Repurposed drugs are selected for clinical testing based on in vitro activity against the virus. Thus, virological outcomes are of minor interest in such trials, while the question of interest is the clinical effect. All the large trials examined primarily clinical outcomes (mortality in RECOVERY and the seven-point ordinal scale of the WHO), reporting secondarily on the virological outcome. The COVID-19 experience has taught us that despite having been approved for another indication, pharmacokinetics and safety should be monitored for the repurposing indication because unexpected harm may occur for the same drug that has been safe before, but is not any more for a different disease, specifically, an infection [6,7]. In the DisCoVeRy trial, higher than expected drug levels of lopinavir were observed, possibly underlying the higher rate of adverse event events (specifically kidney injury) in the lopinavir-containing arms compared to the control arm [1]. Gastrointestinal adverse events were more common with lopinavir–ritonavir compared to standard of care in another small RCT [9]. Drug levels were not measured in the SOLIDARITY and RECOVERY trials, and monitoring of adverse events in these trials was sparse.
Finally, a word on medical journal editors' responsibility during the COVID-19 pandemic and future such events.
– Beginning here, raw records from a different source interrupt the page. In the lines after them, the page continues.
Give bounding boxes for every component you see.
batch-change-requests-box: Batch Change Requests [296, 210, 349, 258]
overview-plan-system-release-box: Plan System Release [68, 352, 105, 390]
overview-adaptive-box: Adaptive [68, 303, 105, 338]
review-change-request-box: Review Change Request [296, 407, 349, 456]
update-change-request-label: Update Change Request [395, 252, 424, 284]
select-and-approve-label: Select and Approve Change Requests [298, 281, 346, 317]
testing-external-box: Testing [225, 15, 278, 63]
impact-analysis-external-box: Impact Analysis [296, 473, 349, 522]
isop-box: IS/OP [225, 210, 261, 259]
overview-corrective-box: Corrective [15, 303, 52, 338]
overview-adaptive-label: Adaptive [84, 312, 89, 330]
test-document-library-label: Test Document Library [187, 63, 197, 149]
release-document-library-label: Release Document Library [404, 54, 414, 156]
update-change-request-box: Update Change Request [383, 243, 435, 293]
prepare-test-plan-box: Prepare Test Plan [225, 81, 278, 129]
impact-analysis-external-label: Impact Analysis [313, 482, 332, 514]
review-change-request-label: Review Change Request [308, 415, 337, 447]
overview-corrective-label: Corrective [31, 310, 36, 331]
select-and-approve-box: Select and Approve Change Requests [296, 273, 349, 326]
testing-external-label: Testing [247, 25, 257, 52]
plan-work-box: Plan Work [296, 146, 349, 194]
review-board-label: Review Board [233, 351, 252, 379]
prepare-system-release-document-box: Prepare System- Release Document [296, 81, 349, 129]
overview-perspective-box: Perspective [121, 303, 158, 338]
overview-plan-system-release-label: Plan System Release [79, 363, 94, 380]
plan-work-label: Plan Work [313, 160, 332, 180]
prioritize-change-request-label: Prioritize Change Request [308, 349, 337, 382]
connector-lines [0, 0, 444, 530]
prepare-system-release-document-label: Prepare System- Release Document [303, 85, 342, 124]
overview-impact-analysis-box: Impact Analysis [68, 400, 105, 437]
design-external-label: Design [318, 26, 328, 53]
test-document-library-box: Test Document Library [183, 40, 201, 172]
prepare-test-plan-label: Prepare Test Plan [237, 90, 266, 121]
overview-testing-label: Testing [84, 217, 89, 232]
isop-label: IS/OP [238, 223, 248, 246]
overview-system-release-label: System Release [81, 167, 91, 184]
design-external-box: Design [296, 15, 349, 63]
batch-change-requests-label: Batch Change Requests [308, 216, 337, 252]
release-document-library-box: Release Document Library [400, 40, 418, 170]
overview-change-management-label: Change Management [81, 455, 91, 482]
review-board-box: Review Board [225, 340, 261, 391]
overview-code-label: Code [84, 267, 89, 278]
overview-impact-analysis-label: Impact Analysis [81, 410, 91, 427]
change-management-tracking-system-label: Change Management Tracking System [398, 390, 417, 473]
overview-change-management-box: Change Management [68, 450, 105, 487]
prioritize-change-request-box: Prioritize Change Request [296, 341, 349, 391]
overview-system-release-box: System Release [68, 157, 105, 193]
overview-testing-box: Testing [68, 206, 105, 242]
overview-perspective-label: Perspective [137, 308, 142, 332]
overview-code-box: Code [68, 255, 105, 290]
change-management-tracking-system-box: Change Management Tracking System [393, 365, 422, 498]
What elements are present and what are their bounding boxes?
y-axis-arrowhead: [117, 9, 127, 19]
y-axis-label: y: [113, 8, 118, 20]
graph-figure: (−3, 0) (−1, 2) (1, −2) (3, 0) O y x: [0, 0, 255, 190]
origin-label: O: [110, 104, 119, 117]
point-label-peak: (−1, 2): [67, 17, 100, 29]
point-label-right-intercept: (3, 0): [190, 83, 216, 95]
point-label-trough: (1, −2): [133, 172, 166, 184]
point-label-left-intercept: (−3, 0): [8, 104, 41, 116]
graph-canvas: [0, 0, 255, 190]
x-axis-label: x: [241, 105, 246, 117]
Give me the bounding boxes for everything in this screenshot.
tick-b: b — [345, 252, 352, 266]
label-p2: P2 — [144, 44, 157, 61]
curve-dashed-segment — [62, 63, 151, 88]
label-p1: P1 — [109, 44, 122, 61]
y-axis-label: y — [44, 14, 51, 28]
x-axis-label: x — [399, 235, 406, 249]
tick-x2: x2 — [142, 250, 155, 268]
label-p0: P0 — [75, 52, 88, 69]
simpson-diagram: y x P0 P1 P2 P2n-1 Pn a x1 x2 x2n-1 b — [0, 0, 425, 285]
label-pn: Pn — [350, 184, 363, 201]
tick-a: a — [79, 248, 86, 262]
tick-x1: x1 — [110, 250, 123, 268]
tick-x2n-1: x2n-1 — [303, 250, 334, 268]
Being the first to publish on a disease and on its treatment is attractive to journals, but this should be left to standard journalism. Medical journals should be attracted to evidence-based medicine. Even in pandemics, and especially in pandemics, the rigour of evaluating the quality of studies published needs to be maintained. Publication of poorly conducted studies claiming effects in peer-reviewed journals has many negative consequences: it misdirects patients' treatment, leads to wasted research efforts, affects trust in science, and delays the public health implementation of needed scientific measures to end the pandemic. During this pandemic we hope to have learned more on the positive and negative impacts of medical journals, as well as on the importance of effective clinical research and evidence-based medicine for the optimal management of this ongoing and future emerging events.
Transparency declaration
Neither author has any conflicts of interest to declare. No funding was received for this article.